Psychiatrists Invent Racist Diagnosis and Treatment for Blacks in Civil Rights Era

  • In the 1960s, psychiatrists invented the term “protest psychosis” to stereotype Blacks participating in the Civil Rights movement as aggressive.  Claims were made that joining in protests was a symptom of “schizophrenia.”  Ads for powerful antipsychotic drugs in psychiatric journals at the time used images of angry Black men or African tribal symbols to influence the prescribing of antipsychotic drugs to Blacks.  Today, African Americans are still disproportionately prescribed antipsychotic drugs.
  • In the 1970s, following riots in Watts, a predominantly black section of Los Angeles, the National Institute of Mental Health supported a “Violence Initiative” by psychiatrist Louis Jolyon West, the head of UCLA’s psychiatry department and Neuropsychiatric Institute, which was a proposal to treat young black urban male offenders with psychosurgery (cutting into the brain to disable parts of it) and chemical castration (using drugs to reduce the drive or ability for sexual activity).  Protests led by CCHR and others caused government funding for this project to be cut.
  • A second “Violence Initiative” supported by the National Institute of Mental Health gave psychiatric drugs to Blacks, including children as young as five, supposedly to research whether African-Americans had a violence gene that could be controlled by psychiatric drugs.
  • Racism towards African Americans continued for decades at the National Institute of Mental Health.  In 1992, psychiatrist Frederick Goodwin, executive director of the NIMH, compared Black youth living in inner cities to “hyper-aggressive” and “hyper-sexual” monkeys in a jungle.

Today, a hidden eugenics agenda is still evident in the institutional racism of the psychiatric industry.  African Americans are disproportionately diagnosed with mental illness and disproportionately admitted to psychiatric and behavioral facilities.

They are disproportionately diagnosed as having a psychotic disorder, especially schizophrenia, and they are disproportionately prescribed antipsychotic drugs.  Black men, in particular, are more likely to be prescribed excessive doses of these psychiatric drugs.

“Whipping the devil out of them” has been replaced with psychosurgery, electroshock, and psychiatric drugs.

CCHR International’s Task Force Against Racism & Modern Day Eugenics

In response to the psychiatric industry’s plan to sell psychiatric drugs and mental health treatment as the answer to racism, Citizens Commission on Human Rights International and Rev.
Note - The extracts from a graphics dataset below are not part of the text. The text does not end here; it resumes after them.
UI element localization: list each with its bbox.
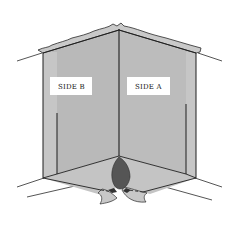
label-side-b: SIDE B <box>50 77 92 95</box>
corner-diagram: SIDE B SIDE A <box>0 0 235 237</box>
wall-side-a <box>119 29 196 178</box>
wall-edge-left <box>43 52 57 178</box>
side-a-text: SIDE A <box>135 83 163 91</box>
label-side-a: SIDE A <box>127 77 170 95</box>
side-b-text: SIDE B <box>58 83 85 91</box>
wall-edge-right <box>186 52 196 178</box>
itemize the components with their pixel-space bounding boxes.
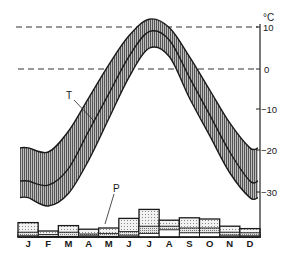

Fred Shaw, Jr. launched the Task Force Against Psychiatric Racism and Modern Day Eugenics.  Its mission is to investigate and combat institutional racism and inform and empower the African American community with the facts about racism and eugenics masked as mental health care.

Rev. Shaw is an ordained minister with over 25 years of experience as a human rights advocate.  He served as a Los Angeles County Deputy Sheriff and is currently the Executive Director of the Inglewood-South Bay chapter of the NAACP.  He has obtained three NAACP national resolutions against the forced drugging and electroshocking of children and teens, and he is a past recipient of the Congressional Black Caucus Foundation award for his NAACP leadership and dedication in protecting children against psychiatric labeling and drugging.  He is also a CCHR spokesperson.

As a human rights organization and mental health industry watchdog, CCHR has exposed and campaigned against racism and racial abuse in the mental health system since our inception in 1969.  CCHR has worked with the NAACP since 2003 in exposing the stigmatizing labeling and drugging of African American children and, with Rev. Shaw, in obtaining the three national NAACP resolutions.

The entrenched legacy of eugenics in the mental health industry has permeated all sectors of society, paving the way for racial discrimination and abuse.  CCHR is dedicated to bringing to light the truth about how psychiatry and psychology are the instigators and peddlers of racism, not the help for it.